A company exposed by Flat Chat three years ago for encouraging Chinese investors to get around proposed “ghost apartment” taxes by letting their properties on Airbnb, has gone bust, owning creditors $3.6 million.
According to a story on the AccomNews website, quoting The Australian newspaper, Sydney startup AndChill was placed in administration last month owing 940 property owners sums ranging from $20,000 to $100,000 in unpaid rental payments.
Exactly three years ago, Flat Chat exposed the holiday letting management company’s pitch to Chinese investors, offering healthy incomes for properties that would otherwise have lain empty and might have attracted a then mooted tax on unoccupied properties.
AndChill set out to provide a full service for investors, from furnishing the apartments to vetting the guests. But many clients claim that not only did they fail to follow through on their promises, they were slow to hand over rents.
According to media reports, during more than two years as rental agent, AndChill took Airbnb bookings worth an estimated $20 million.
The company was supposed to forward the Airbnb rentals to clients, minus an agreed commission, but payments quickly dried up and clients say they weren’t told when properties were let or at what rates.
In October 2016, Flat Chat (then running in the Sydney Morning Herald) reported that the short-term letting management website had launched a page under the headline “Avoid the Australian Ghost Tax” which added “we transform your property into a five-star Airbnb”.
They claimed short-term letting could offer foreign investors a loophole with which to avoid fines of up to $5000 for properties left vacant for more than six months – an initiative announced by Treasurer Scott Morrison in the federal budget the previous week.
Another page on the site showed Chinese script urging potential clients to take advantage of the property boom, and says the company is “actively changing the real estate industry”.
Despite having the look and feel of an Airbnb site, the andchill.com.au website, which had been running for about a year, was not connected with the online holiday letting giant, merely promising to take over management of Airbnb lets on behalf of hosts.
Back then, Sydney state MP Alex Greenwich criticised the AndChill pitch, saying the “ghost tax” was intended to put more properties into the residential market, not increase holiday lets.
However, Callum Forbes, 27, principal of AndChill denied that he and his co-founder Jeffrey Seng were undermining the “ghost tax” proposal and said their service wasn’t just for tourists.
“What we’re doing is still increasing the housing supply,” he told Fairfax Media. “We also supply accommodation for people between houses, or who are undertaking renovations or who have visiting families from overseas who need somewhere to stay.”
He said AndChill had about 150 properties in Sydney under management and about as many again across Australia. Their business model locked clients into long-term management contracts with an allowance of up to six weeks per year for private use of their property.
By the time they went bust, AndChill had trebled the number of properties under their management, numbers they were clearly unable to sustain.
Last year, one angry owner took to Airbnb’s community website to complain about AndChill’s service … or lack thereof.
“I cannot say one good thing about my experience with AndChill airbnb property management,” says Brisbane Airbnb host “Arto0”. “They promised the world and delivered nothing of what they said they would do. I recommend you avoid this company at all costs!”
The Airbnb host claimed he paid the company $8,000 to furnish his apartment but they provided only one bedside table and lamp in each bedroom.
When he complained about there not being bedside tables and lamps beside the beds, the budget had been spent on furniture they got directly form an importer, but if he went to Freedom he’d find similar quality items.
“I then happen to stumble onto the bedside tables at Kmart for $19 a piece, and the lamps $12 each,” he wrote. “I found all the other cheap furnishings at Kmart also.”
And then there were the guests to whom they were letting his apartment.
“They promised also to screen for the best guests. They do not screen at all,” he wrote. “I had so many complaints from the other residents in the apartment block on the standard of guests they were allowing in – causing havoc, parties all night, etc.”
The Airbnb post is a litany of complaints, from poor service, damage when they emptied the flat of the cheap furniture, to loss of personal items and security keys.
“I recommend everyone stay well clear of this company. They made my attempt at turning my apartment into an Airbnb a very stressful affair and a complete nightmare,” Arto0 wrote in August last year.
Twelve months later, they had gone to the wall owing millions of dollars.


## What needs to be done
When the records are reproduced, each one must match exactly, and no picture may be kept.

===== Records to process

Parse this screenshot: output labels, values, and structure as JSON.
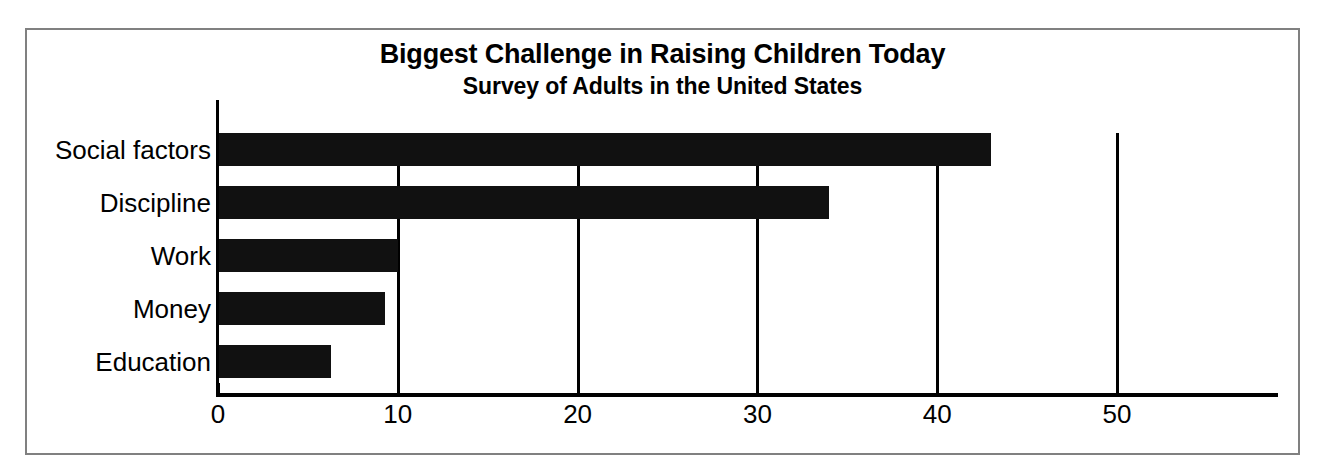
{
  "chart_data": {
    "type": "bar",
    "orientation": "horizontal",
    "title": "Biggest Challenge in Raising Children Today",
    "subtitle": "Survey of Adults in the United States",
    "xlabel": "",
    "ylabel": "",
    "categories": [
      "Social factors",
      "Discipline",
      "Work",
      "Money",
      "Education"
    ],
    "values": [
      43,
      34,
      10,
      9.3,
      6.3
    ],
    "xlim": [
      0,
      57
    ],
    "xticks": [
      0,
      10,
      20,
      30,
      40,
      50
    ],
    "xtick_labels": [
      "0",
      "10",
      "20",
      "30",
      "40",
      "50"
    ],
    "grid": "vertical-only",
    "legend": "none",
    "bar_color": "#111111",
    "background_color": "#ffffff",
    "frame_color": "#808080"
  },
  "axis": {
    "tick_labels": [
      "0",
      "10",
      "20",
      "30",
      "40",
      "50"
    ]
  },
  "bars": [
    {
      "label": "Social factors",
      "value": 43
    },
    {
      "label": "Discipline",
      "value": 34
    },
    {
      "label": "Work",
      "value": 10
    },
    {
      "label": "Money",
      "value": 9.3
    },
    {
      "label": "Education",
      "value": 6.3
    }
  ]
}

==========

## The answer
Parse this screenshot: output labels, values, and structure as JSON.
{
  "chart_data": {
    "type": "bar",
    "orientation": "horizontal",
    "title": "Biggest Challenge in Raising Children Today",
    "subtitle": "Survey of Adults in the United States",
    "xlabel": "",
    "ylabel": "",
    "categories": [
      "Social factors",
      "Discipline",
      "Work",
      "Money",
      "Education"
    ],
    "values": [
      43,
      34,
      10,
      9.3,
      6.3
    ],
    "xlim": [
      0,
      57
    ],
    "xticks": [
      0,
      10,
      20,
      30,
      40,
      50
    ],
    "xtick_labels": [
      "0",
      "10",
      "20",
      "30",
      "40",
      "50"
    ],
    "grid": "vertical-only",
    "legend": "none",
    "bar_color": "#111111",
    "background_color": "#ffffff",
    "frame_color": "#808080"
  },
  "axis": {
    "tick_labels": [
      "0",
      "10",
      "20",
      "30",
      "40",
      "50"
    ]
  },
  "bars": [
    {
      "label": "Social factors",
      "value": 43
    },
    {
      "label": "Discipline",
      "value": 34
    },
    {
      "label": "Work",
      "value": 10
    },
    {
      "label": "Money",
      "value": 9.3
    },
    {
      "label": "Education",
      "value": 6.3
    }
  ]
}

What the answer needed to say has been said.